The bill launches a small federal pilot to expand home delivery of CSFP to improve access for low-income and often rural seniors and to build evidence on delivery costs, but it requires new federal spending and contains grant caps and competitive/admin rules that may leave some high-need areas under-served and strain state/local implementation capacity.
Low-income seniors — especially those with mobility limitations and those in rural areas — will gain home delivery access to CSFP commodities, reducing barriers to receiving food assistance.
Local and state agencies can use grant funds for staffing, outreach, and third-party delivery, enabling more sustainable and scalable CSFP delivery operations.
The pilot requires reporting and cost-per-delivery evaluation, producing evidence to inform future program design, funding decisions, and more efficient delivery models.
Grant caps (maximum $60 per caseload member or $4 million per award) could limit rollout in high-need or large-caseload states, leaving some eligible low-income seniors without delivery service.
A competitive grant design may favor states and agencies with stronger application capacity, disadvantaging under-resourced states and local agencies and potentially widening geographic disparities in service.
Reporting and administrative requirements add compliance burden for state and local agencies, which could divert staff time and resources away from direct service delivery.
Based on analysis of 2 sections of legislative text.
Authorizes a competitive CSFP home-delivery pilot for low-income elderly, prioritizing rural participants, with $10M/year for FY2026–FY2028 and required State evaluations.
Introduced February 24, 2025 by Zach Nunn · Last progress February 24, 2025
Creates a competitive pilot grant program to help States fund home delivery of Commodity Supplemental Food Program (CSFP) foods to low-income older adults, and requires evaluation and reporting of delivery projects. Grants fund transportation/distribution (including third-party delivery), staffing, and outreach, with priority given to projects that serve rural participants and with per-State caps tied to caseload or $4 million. Authorizes $10 million per year for fiscal years 2026–2028 (available until expended) to carry out the pilot and requires annual State reports to the Secretary on activity, costs, third-party contractor performance, and best practices.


## Task brief:
Every line of the data that includes "icon" should be copied out.

## Exercise data:
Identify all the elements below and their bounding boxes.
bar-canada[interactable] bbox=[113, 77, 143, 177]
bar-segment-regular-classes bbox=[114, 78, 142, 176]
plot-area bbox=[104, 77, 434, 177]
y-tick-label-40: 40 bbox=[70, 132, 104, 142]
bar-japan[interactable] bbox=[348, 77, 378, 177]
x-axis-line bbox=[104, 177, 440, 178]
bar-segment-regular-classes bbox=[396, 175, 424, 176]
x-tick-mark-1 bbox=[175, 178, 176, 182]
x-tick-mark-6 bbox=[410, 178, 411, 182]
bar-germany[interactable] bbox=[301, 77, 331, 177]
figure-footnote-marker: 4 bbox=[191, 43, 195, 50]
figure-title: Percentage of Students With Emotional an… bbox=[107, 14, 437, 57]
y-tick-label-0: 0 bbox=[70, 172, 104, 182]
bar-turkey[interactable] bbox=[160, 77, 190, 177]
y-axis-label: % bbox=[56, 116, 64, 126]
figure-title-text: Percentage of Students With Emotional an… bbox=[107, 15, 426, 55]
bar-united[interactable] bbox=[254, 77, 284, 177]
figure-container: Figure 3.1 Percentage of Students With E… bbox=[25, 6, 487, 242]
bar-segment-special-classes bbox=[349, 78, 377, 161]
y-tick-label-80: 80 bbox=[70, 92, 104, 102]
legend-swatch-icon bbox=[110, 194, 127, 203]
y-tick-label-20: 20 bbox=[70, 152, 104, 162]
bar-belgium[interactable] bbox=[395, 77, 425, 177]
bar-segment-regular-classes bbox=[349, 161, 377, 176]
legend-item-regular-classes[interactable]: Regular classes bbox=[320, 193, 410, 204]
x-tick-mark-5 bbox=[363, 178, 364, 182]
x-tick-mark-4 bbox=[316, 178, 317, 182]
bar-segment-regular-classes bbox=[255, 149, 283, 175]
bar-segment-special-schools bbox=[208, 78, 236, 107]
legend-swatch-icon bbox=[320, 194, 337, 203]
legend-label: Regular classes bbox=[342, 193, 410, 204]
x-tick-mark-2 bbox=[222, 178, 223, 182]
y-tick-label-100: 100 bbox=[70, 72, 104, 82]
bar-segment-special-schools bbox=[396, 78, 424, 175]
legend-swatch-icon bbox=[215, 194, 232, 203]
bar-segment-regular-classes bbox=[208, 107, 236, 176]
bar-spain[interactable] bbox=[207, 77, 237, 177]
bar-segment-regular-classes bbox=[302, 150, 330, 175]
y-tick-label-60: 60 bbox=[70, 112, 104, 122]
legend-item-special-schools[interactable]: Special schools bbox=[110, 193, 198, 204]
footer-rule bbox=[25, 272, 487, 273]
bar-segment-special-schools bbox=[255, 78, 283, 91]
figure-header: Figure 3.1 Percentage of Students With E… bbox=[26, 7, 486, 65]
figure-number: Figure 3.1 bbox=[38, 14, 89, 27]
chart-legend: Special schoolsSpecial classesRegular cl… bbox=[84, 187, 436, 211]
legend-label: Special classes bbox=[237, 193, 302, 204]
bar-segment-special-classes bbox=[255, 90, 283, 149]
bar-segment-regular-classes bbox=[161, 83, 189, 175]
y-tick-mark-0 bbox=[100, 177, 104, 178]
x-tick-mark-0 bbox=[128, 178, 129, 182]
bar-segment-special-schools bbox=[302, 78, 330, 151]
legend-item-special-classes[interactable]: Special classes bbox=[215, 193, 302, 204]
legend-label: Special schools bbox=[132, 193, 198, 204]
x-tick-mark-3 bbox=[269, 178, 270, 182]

## Result of the task:
legend-swatch-icon bbox=[110, 194, 127, 203]
legend-swatch-icon bbox=[320, 194, 337, 203]
legend-swatch-icon bbox=[215, 194, 232, 203]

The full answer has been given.